A Quote by Ryuichi Sakamoto

Since the early 1990s, I had been very worried about the state of the environment, and by the end of that decade, I realized I needed to do something about it. — © Ryuichi Sakamoto
Since the early 1990s, I had been very worried about the state of the environment, and by the end of that decade, I realized I needed to do something about it.
So I realized when I was successful in a piece, it was because I didn't abandon a notion early on what it ought to be, and I let it take me along. So I've had songs that started out as being about the environment and ended up being love songs and love songs that ended up being about the environment. I've had things that I thought would be a poem and realized that it was just too big for that. I've got to do something larger and it became a play. I wrote one poem that started a whole play.
I'm extremely worried. I'm worried about the survival of our species, worried about what we're doing, worried about being Americans, worried about depletion of resources. On the other hand, we are trying. We are trying to understand our impact on the environment.
I remember early on, in my very, very early days, I had a makeup artist tell me that I needed to get an attitude. I had no idea what he was talking about.
Even though I've been an avid consumer of contemporary music since my early teens, the world of rock music has always been at something of a distance - I listen to it, read about it, I talk about it, but I've had little or no contact with its denizens.
I'm not worried about state parks. I'm worried about people who can't be treated because they have schizophrenia or other mental illnesses out there. I'm worried about people.
In my mid 30's, after a decade or so of giving full time to the music thing and finding myself with about $10 in the bank and no assets other than my musical equipment, I realized I needed to get serious about making a living.
I think my children have presented one of the biggest lessons so far in my life. It was only when my kids were born that I realized just how much I'd been living my life worried about what everybody thought of me and, even more strangely, worried about what I imagined other people might be thinking about me.
One of the big changes in politics has been because families, individuals, have felt worried, insecure... worried about the economy, worried about their jobs, worried about their kids' futures... actually the disconnect between the public and media discourse and people's everyday concerns has become bigger not smaller.
Individual lives remind us that there is something called a common humanity and that, over the centuries, there have been people who have lived and breathed and sometimes worried about very different things and sometimes worried about the same things we do.
I decided early in graduate school that I needed to do something about my moods. It quickly came down to a choice between seeing a psychiatrist or buying a horse. Since almost everyone I knew was seeing a psychiatrist, and since I had an absolute belief that I should be able to handle my own problems, I naturally bought a horse.
The U.S. government has known since the early 1990s about Soviet-era smallpox weapons, and collected circumstantial evidence of programs elsewhere.
I'm a worrier by nature. My husband says that if I'm not worried about something, I'm worried about what I've forgotten to be worried about.
When I talk to some of the younger filmmakers, they are so worried about their films that, eventually, this state of being worried reflects itself in and helps the final work. Whereas, with projects that are meticulously planned, you look at the end result and it is full of emptiness.
When I get in there, I'm not really worried about scoring. I'm just worried about playing as hard defense as I can play, making my opponent work, and then I know the offensive end will open up for me. I've been a scorer all my life, so that's what I try to pride myself on. It feels good.
More may have been learned about the brain and the mind in the 1990s - the so-called decade of the brain - than during the entire previous history of psychology and neuroscience.
Decade after decade, the police culture has been just the very opposite. And that`s been to ignore or to rally around. And that`s something that systematically we are going to need to break this blue wall of silence if we`re ever going to dramatically change and end the culture of police violence.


#### Task to complete
Check every line of the data and copy the ones where "JSON" appears.
══════════
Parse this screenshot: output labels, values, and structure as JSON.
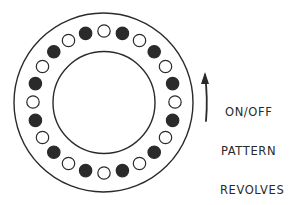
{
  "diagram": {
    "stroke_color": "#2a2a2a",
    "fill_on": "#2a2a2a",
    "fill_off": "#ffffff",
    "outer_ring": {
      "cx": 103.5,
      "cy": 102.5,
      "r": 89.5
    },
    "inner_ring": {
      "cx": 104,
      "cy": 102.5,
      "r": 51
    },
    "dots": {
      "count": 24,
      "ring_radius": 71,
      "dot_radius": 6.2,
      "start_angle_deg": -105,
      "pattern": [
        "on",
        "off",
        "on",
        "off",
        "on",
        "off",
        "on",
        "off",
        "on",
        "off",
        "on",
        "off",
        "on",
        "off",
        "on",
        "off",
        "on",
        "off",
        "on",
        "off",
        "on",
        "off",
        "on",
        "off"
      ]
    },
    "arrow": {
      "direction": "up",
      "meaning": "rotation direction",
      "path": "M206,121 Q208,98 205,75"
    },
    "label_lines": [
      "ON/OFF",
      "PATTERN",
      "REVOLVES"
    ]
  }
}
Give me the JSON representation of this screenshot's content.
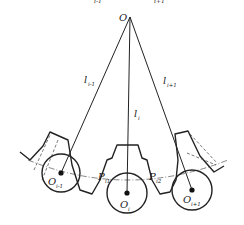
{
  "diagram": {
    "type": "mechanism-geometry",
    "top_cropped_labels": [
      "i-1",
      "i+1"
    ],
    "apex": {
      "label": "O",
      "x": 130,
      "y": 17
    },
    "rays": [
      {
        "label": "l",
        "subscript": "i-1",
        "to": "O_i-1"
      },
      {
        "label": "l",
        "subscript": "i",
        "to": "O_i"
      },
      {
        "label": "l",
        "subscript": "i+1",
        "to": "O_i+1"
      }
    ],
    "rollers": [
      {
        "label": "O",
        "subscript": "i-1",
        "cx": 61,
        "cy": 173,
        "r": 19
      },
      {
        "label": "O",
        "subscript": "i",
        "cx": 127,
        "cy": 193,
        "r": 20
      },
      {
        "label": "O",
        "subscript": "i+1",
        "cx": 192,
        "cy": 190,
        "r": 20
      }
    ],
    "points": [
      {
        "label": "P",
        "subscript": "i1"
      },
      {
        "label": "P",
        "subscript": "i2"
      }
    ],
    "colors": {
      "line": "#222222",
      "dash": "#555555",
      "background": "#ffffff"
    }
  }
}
══════════
#### Completed exercise
Parse this screenshot: output labels, values, and structure as JSON.
Give me the JSON representation of this screenshot's content.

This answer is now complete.